Monday, May 26, 2008

Plastic Water Bottle Deposits?


I don't remember what it was that got me thinking about it, but I started thinking yesterday or the day before that we really need to implement a deposit on plastic water bottles to increase the amount of recycling of these. People are buying these in such great numbers, especially considering that in Washington, we have some of the purest cleanest water around. Actually, most places in the US have water that is just great for drinking! People are willing to pay 10x and more for bottled water, which is often actually not as clean and sometimes it's actually tap water that's just been bottled to make it more "convenient"!!

I understand that the problem is that recycling is less available outside of the home and office, where it really seems useful to carry bottled water. That's a whole separate issue, but perhaps by having a $.05 deposit on these bottles, something I believe has already been implemented in California and has been implemented with aluminum cans in a number of states, the rate of recycling of these would greatly increase. In Michigan, where there is a $0.10/bottle deposit, 95% of deposit containers are recycled! 95%!! That's pretty big time, I'd say. Adding initiative to the whole thing is one way that's almost a surefire way to get these items recycled, whether it's by the consumers who are using the bottles or people turning trash into cash. Regardless of who recycled them, they'd be getting recycled and decreasing our consumption of petroleum, which is already known to not be a limitless resource for us on this planet. They'd also be decreasing our output of garbage, which is seemingly becoming something we have an endless supply of, especially in the US where consumption of everything is just ridiculously high.

Perhaps we can move towards a statewide bottle deposit for Washington or even further, a national program that could help on an even greater scale, but something needs to be done to increase the sad rate of recyling of these items that have become a staple in so many people's purses, backpacks, cars, briefcases, hands, and everywhere else people can fit them. I'd still rather promote using reusable bottles and refilling them, which saves everybody from the waste and the added expense, but I'm not so disillusioned that I believe people are going to stop using bottled water, especially here in the US, where everything has to be about convenience and the slightest hassle is a big deal.

2 comments:

fantastic said...

i'm in to move for the bottle return. Hey, remember when you used to collect cans when you were young, and we'd go in the van to take you to the dump? hahaha

Sione said...

That wasn't the dump! That was the recycling station. They paid for aluminum, paper, and such.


**TASK GOAL:** In how many lines of these records does the word "take" appear? Give the number by itself.

(Records drawn from a dataset)
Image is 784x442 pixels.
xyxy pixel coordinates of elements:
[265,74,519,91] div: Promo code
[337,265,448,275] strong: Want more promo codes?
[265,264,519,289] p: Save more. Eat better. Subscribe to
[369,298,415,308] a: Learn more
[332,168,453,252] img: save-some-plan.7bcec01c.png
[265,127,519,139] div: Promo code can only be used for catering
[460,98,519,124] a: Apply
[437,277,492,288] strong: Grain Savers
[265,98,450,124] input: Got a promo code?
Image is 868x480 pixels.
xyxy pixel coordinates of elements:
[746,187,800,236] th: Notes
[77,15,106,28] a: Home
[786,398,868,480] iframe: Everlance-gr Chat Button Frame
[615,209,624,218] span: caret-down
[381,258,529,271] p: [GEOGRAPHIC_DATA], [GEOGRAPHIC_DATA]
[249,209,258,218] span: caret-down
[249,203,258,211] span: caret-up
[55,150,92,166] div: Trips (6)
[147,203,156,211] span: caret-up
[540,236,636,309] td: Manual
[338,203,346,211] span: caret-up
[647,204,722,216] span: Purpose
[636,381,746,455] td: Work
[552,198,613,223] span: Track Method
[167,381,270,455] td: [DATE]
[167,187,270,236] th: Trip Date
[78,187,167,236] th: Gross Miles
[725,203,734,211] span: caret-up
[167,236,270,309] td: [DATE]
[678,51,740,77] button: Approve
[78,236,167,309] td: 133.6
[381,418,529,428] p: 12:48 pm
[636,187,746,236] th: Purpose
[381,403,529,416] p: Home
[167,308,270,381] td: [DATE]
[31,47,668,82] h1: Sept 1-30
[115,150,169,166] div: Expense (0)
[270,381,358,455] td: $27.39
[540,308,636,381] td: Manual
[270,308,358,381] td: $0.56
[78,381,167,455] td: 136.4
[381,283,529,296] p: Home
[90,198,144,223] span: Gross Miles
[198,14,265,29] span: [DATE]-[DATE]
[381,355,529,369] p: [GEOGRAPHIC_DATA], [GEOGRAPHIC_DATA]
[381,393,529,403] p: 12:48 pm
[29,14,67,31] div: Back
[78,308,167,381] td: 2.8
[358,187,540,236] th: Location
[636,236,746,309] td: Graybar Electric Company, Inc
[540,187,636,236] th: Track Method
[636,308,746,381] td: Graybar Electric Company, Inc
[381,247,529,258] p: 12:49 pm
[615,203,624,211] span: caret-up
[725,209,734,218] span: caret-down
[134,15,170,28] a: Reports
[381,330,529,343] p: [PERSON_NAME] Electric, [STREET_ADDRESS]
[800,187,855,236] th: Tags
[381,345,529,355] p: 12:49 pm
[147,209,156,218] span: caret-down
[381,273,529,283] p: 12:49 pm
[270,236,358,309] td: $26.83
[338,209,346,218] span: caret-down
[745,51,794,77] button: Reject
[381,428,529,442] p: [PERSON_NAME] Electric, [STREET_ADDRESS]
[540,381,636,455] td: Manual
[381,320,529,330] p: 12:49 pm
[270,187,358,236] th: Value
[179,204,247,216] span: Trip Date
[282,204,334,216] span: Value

==

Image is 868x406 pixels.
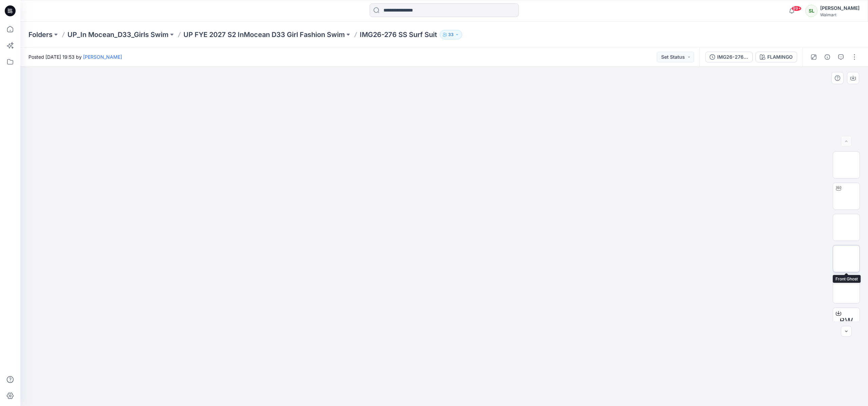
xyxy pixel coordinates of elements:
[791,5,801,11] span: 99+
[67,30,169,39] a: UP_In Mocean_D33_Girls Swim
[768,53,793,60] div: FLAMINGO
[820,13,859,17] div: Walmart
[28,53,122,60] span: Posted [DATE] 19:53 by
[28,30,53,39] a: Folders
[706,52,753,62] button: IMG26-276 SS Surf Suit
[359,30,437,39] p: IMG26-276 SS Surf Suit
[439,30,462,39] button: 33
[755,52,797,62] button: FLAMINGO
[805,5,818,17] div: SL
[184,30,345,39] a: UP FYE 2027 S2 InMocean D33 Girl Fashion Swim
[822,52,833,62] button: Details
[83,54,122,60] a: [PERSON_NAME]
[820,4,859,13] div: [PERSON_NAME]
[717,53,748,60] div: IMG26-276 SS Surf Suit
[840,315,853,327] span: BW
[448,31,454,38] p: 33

---

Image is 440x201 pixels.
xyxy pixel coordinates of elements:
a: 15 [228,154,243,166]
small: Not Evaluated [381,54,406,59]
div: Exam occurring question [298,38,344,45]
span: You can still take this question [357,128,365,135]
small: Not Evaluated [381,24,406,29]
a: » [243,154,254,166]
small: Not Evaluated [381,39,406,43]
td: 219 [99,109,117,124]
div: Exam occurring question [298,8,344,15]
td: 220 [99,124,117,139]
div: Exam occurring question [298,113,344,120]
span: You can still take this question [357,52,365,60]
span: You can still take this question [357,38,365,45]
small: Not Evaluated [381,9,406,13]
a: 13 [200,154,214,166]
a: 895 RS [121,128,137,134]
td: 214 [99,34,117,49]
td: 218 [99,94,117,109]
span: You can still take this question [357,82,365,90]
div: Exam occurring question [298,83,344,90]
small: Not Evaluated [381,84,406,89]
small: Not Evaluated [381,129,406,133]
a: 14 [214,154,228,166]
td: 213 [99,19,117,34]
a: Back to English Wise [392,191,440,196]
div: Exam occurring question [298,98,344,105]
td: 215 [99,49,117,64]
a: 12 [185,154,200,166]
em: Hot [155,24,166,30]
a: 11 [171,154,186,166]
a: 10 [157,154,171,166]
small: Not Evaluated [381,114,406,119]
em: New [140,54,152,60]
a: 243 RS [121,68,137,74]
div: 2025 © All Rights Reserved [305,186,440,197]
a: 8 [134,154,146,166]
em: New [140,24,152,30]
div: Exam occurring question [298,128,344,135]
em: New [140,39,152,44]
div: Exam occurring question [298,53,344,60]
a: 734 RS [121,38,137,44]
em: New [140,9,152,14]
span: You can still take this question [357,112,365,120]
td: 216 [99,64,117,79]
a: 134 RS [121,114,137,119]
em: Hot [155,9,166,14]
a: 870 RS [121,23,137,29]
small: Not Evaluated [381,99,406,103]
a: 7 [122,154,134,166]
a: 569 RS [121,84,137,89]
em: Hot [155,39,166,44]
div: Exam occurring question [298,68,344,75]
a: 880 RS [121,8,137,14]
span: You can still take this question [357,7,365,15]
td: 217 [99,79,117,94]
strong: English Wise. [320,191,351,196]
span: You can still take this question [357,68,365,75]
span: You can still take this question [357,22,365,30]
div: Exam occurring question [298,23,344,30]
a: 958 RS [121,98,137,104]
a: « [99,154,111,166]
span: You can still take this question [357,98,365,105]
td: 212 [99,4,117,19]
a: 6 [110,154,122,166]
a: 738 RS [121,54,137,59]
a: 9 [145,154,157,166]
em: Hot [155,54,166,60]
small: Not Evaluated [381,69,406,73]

**FINAL ANSWER:** 9